## The problem:
Using the listing below, give again exactly the lines from the line with "The height and" to the line with "In order to", inclusive, without the pictures.
---------- Available data
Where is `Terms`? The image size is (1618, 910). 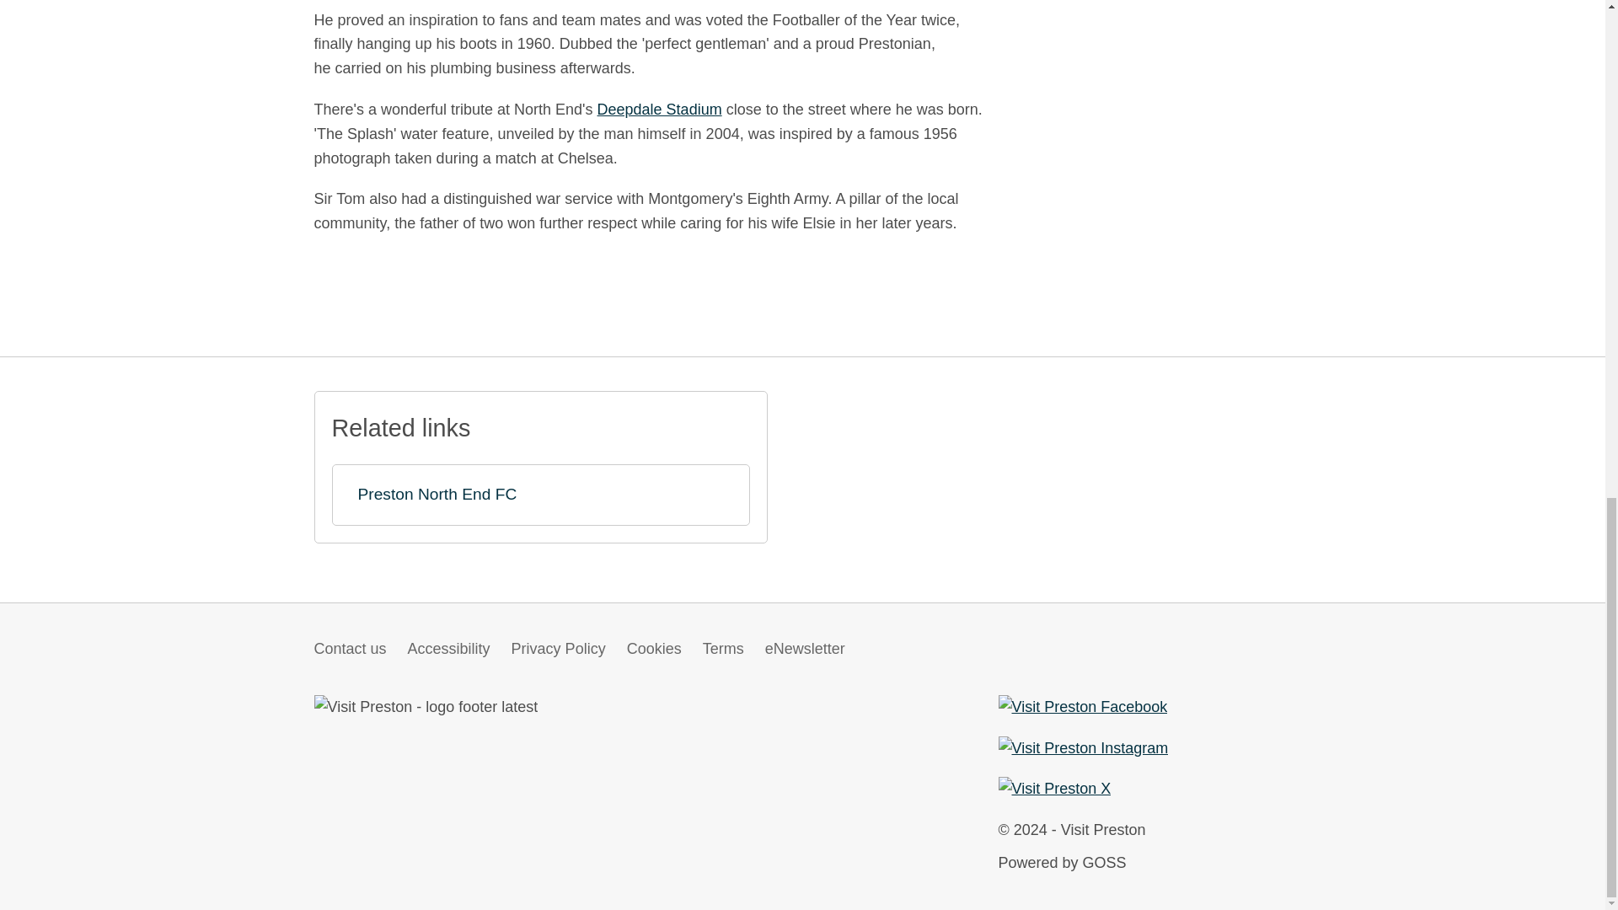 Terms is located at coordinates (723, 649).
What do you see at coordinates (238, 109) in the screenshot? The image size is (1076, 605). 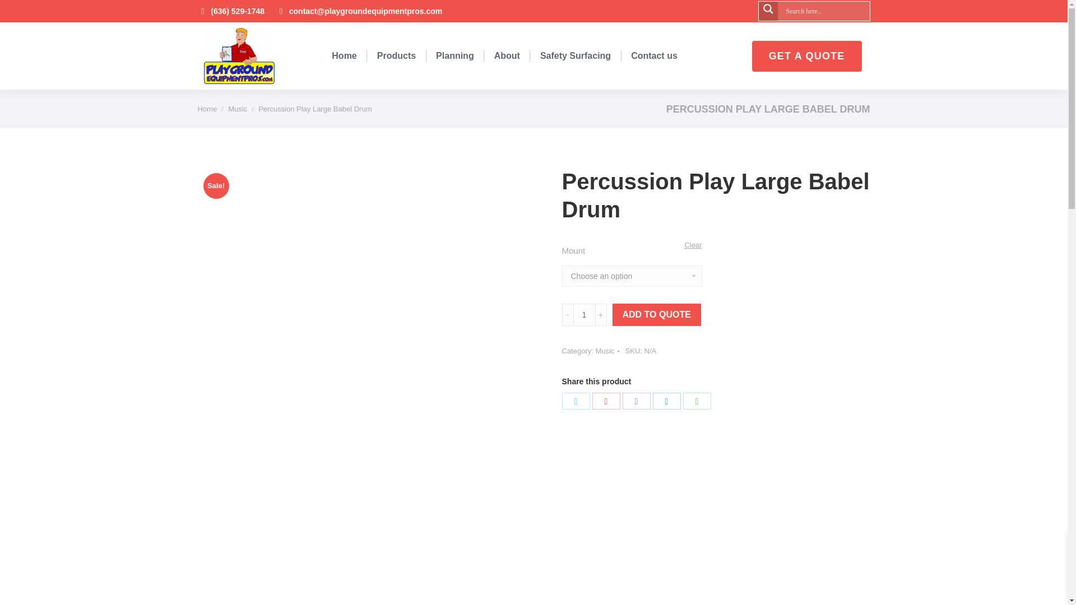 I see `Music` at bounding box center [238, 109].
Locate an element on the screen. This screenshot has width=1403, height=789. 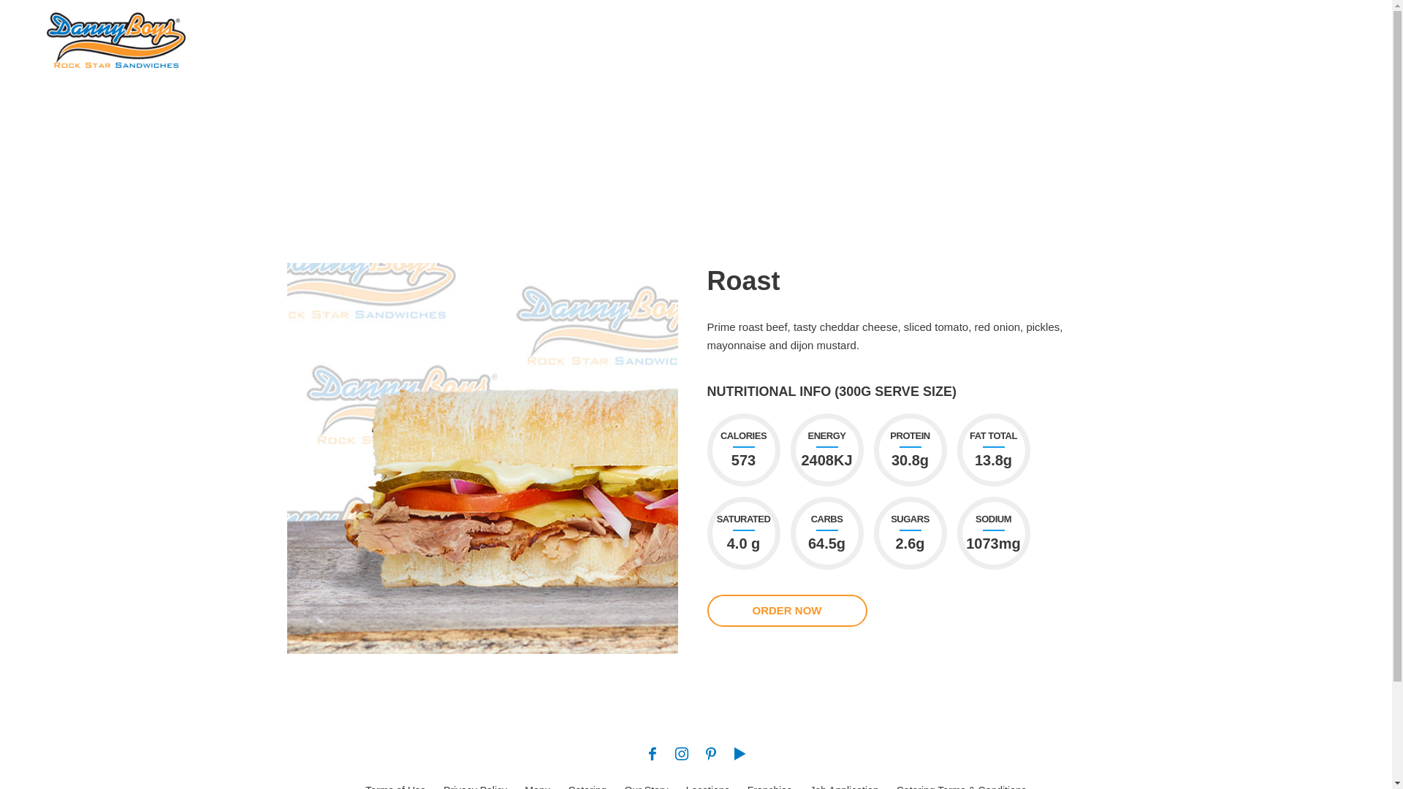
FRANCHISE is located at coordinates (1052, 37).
--------------------
---------- Available data
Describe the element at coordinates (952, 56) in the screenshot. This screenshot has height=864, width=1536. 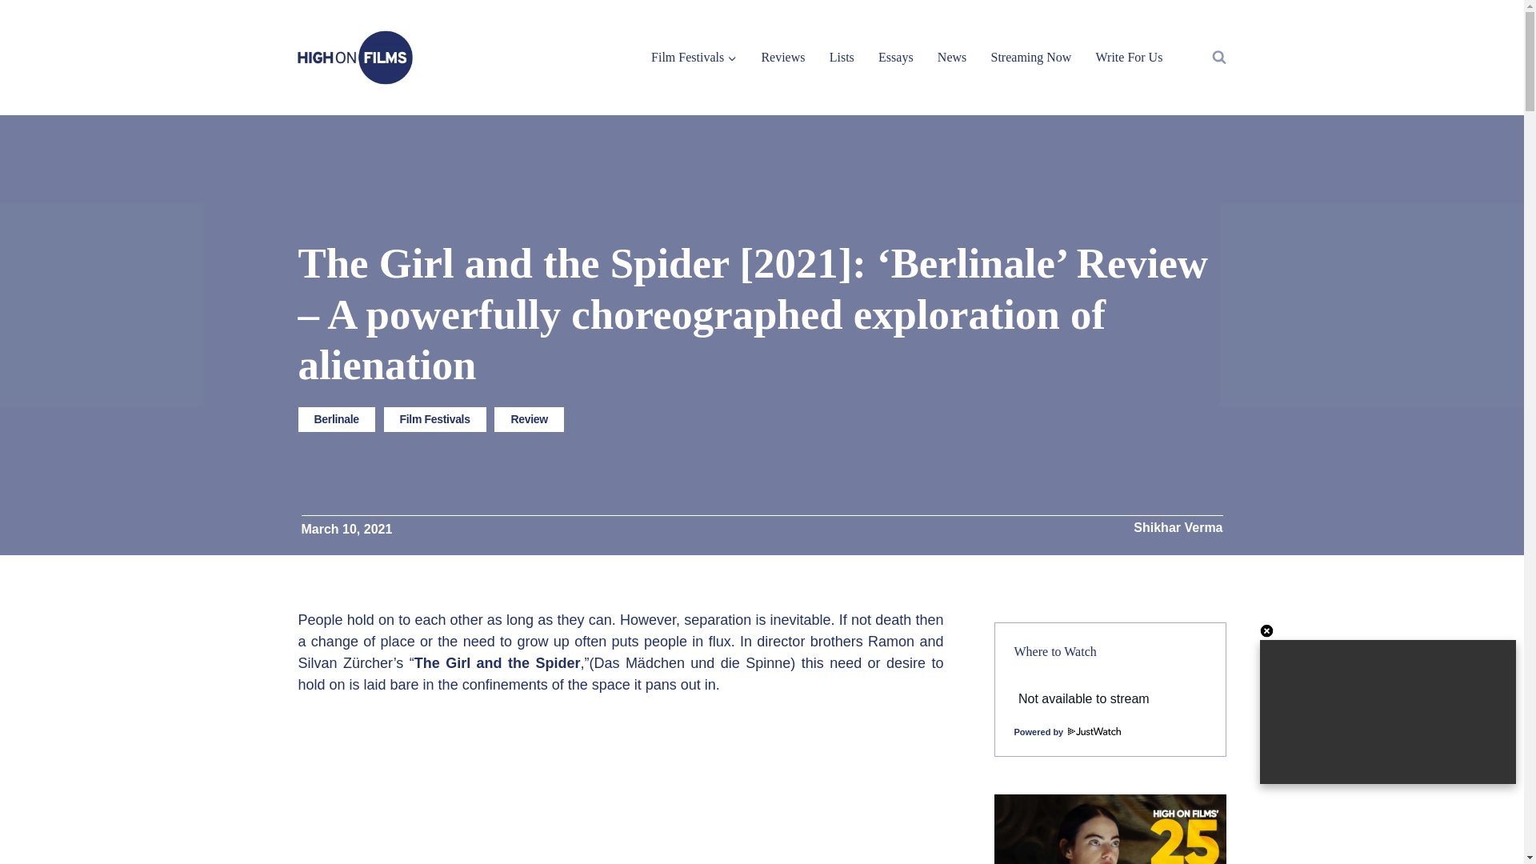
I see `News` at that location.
--------------------
---------- Available data
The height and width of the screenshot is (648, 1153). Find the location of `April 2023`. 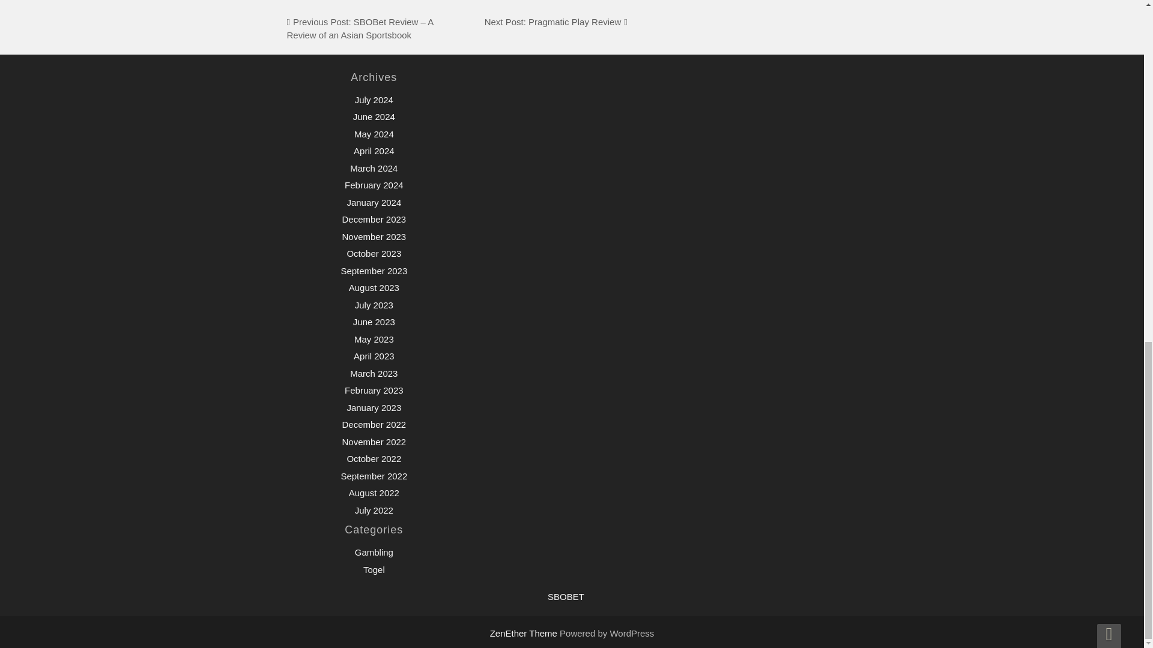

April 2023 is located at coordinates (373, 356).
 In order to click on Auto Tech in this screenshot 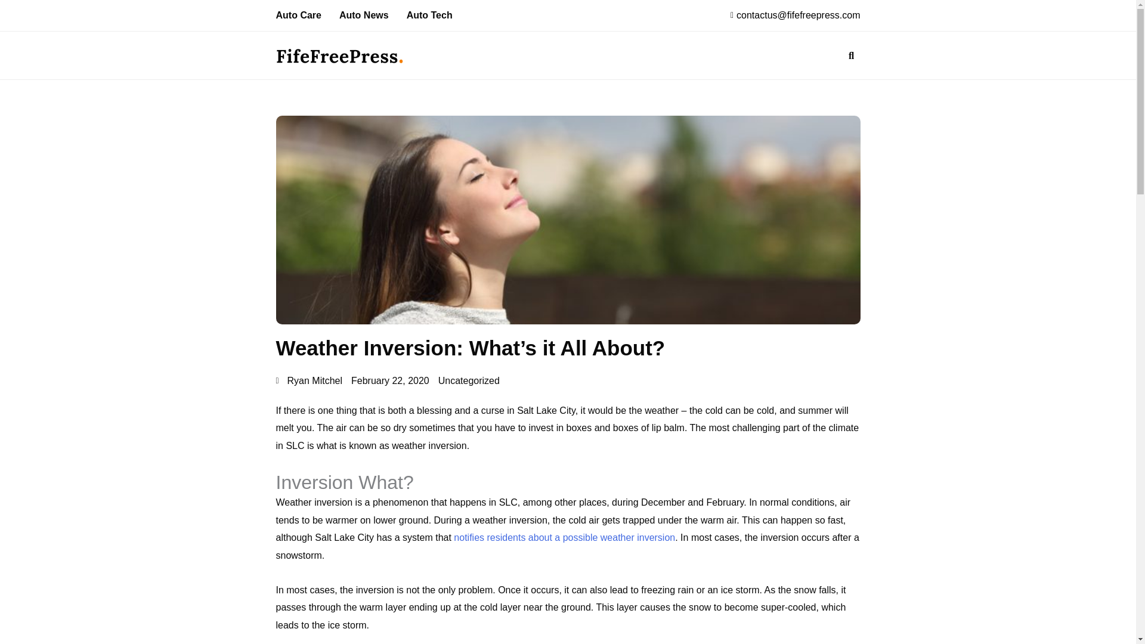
--------------------
## Written reply:
The height and width of the screenshot is (648, 1153). Find the location of `April 2023`. 

April 2023 is located at coordinates (373, 356).
 In order to click on Auto Tech in this screenshot 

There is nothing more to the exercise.